LOS ANGELES — A driver hit two University of Southern California freshmen — killing one — and driving off with the other caught on the hood until stopping to let a passenger out to pull the wounded student off the car, police said Monday.

Adrianna Bachan, 19, of Santa Barbara, was killed and Marcus Garfinkle, 19, of Scottsdale, Ariz., was seriously injured around 3 a.m. Sunday when the motorist ran a red light and struck them just north of the campus.

Garfinkle was pulled off the car and the passenger got back in and it drove away. It was unclear how long Garfinkle was on the hood or how fast the car was going.

“He was heartless, lacked courage, had no regard for human life. This individual should certainly be behind bars,” police Detective Jimmy Render said Monday at a news conference.

No arrests had been made Monday.

Garfinkle was in serious but stable condition Monday, officials said. His injuries were not specified.

Police said there were four or five witnesses to the hit and run, which occurred as the students were returning to campus after attending fraternity parties in the neighborhood. None of the witnesses saw the car’s license plate.

Police hoped the public or a car-repair shop worker might spot the vehicle, which has a cracked windshield and a damaged front end.

Bachan was a member of the California Gamma Chapter of the Pi Beta Phi sorority. A young woman at the sorority’s house declined to comment to The Associated Press, but the group said in a statement it was saddened by Bachan’s death.
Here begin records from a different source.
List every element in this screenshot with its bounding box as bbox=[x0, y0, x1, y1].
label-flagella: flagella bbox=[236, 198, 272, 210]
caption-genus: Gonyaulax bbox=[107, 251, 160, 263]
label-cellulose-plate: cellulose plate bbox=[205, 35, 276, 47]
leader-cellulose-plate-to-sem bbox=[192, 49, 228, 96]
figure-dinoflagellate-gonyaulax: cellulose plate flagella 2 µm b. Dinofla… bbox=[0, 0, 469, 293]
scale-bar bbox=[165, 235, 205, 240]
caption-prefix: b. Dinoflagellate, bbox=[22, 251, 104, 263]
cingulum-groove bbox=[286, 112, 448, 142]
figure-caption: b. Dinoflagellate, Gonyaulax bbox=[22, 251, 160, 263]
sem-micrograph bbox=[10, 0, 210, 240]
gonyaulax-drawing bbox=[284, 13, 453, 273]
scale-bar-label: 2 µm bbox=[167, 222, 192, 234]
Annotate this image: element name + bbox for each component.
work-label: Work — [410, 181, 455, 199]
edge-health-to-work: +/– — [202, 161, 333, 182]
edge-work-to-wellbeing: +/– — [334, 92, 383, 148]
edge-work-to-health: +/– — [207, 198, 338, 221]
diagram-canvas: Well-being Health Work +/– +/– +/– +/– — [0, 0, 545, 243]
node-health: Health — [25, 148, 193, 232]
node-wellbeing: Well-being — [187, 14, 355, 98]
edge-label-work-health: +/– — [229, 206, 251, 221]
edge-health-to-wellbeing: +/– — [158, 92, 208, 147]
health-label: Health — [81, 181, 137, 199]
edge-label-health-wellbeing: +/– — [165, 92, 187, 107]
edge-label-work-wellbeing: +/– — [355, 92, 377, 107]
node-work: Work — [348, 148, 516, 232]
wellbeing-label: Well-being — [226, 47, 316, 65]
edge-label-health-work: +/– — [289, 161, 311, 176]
“Adrianna was both an amazing woman and an outstanding member of our chapter,” the sorority said. “She will be greatly missed.”

Two candles and bunches of flowers marked the spot of the accident as students streamed by to classes. “For Adri, we will miss your beautiful smile and shining spirit,” one note read.

Bachan’s mother stood near the crosswalk Monday screaming at passers-by for help in solving the crime. “Please if you saw my daughter being killed, please help me,” Carmen Bachan shouted.

She said her daughter graduated last year from Santa Barbara High School, where she was a 4.0 honor student.

“I begged her not to come here because it’s a very dangerous university, I told my baby not to come here,” the anguished mother said.

John Thomas, assistant chief of the USC Department of Public Safety, said crime has declined in recent years around the university, which is southwest of downtown near Exposition Park and Memorial Coliseum.

“These incidents give the perception this is a bad and violent place to live, but it’s gotten much better,” he said.

Ainsley Soutiere, who graduated last year, said she feels relatively safe in the area but keeps alert.

“There are crazies everywhere, I guess,” she said.